After a time, Ryker dozed off. He had not been entirely certain he would ever awaken after cutting the replica of the Keystone for the conspirators. Since they had let him live afterwards, he assumed they still had some use for him. So he slept easy, without fears.

When he awoke again it was midday according to the ehrono on his wrist. But not like any Martian noon he had ever witnessed before, the dim, weak sun riding low on I he horizon to the south, the zenith of heaven black as midnight. They were a lot closer to the pole, he knew, and the wind was cold and dry with an edge that bit into his bones like the blade of a razor.

He shuddered, pulling his cloak of orthava furs about him more closely.

Herzog was huddled over his notebook, scribbling, scribbling, and peering nearsightedly at the page.

“Where are we, do you know, Doc?” he muttered.

The old man looked up, and grinned. He had a beautiful smile, despite his ugly face. It was the gentle, open, wondering smile of a little child, naive and vulnerable.

“Awake again, is it? Feeling better now, I hope?”

“Yeah. Where are we?”

“Smack in the middle of the Umbra, my boy. Exactly on the line—north latitude fifty-five degrees, one minute, if I read the stars right, and I think I do. Those hills up ahead to the north are Copais Palus, the border of Ce-cropia. I never in all my days have been this close to the pole, how about you?”

Ryker shook his head, and it turned into a shiver that shook him from head to foot.

“Me, neither,” he growled. “And any closer than this, I got a feeling I don’t want to get. Say, is there anything to eat?”

They soon made camp for the night, the drovers maneuvering the beasts, drawing the wagons into a huge half circle. There was no particular reason for this, since no dangerous predators were believed to be able to survive this far into the frostlands. But Houm did not believe in taking unnecessary chances, and since this was the way caravans were always arranged in formation for the night, save in a town, he saw no reason to change the customary way of doing things.

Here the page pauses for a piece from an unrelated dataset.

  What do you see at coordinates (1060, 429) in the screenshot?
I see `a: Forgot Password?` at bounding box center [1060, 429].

Besides, it was not entirely impossible that the Lost Nation had scouts or sentries watching the outskirts of Zhiam. Surely, if Valarda and her accomplices had reached Zhiam by now, as they undoubtedly had, the devil warriors would be warned of the possible approach of enemies. A night attack was far from impossible. So Zarouk bade Xinga post guards about the perimeter and commanded that they should be on the alert for anything.

They ate that night under the weird banner of the aurora. Flickering, wavering banners of ghostly fire glowed against the gloom of the north. The desert men mumbled half-forgotten prayers, signing themselves with holy signs that were supposed to keep the devils away, and that night each man had a pan of green fire near him as he slept.

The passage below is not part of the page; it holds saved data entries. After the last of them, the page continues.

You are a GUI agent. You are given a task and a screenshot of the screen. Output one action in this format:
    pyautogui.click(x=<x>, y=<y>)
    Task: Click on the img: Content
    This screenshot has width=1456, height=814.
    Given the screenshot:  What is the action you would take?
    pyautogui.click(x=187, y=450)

Doc Herzog, however, was enthralled. He had known that Mars was presumed to have its own equivalent of Earth’s famous “northern lights,” but had never before seen them for himself, having only heard the tales the travelers told. Long after Ryker turned in, the old savant still sat up, staring at the sky and making notes.

14. The Sphinx of Mars

The next day they came at last within sight of their goal. It was clearly visible a long way off, like a mountain. But this was no mountain. Perhaps, once, long ago, it had been an immense outcropping of pure mineral, thrust up from the bowels of the planet by the action of geological forces. Or—again, just possibly—it had been an enormous meteorite, or a small asteroid, drawn down to the surface of Mars by gravitational forces.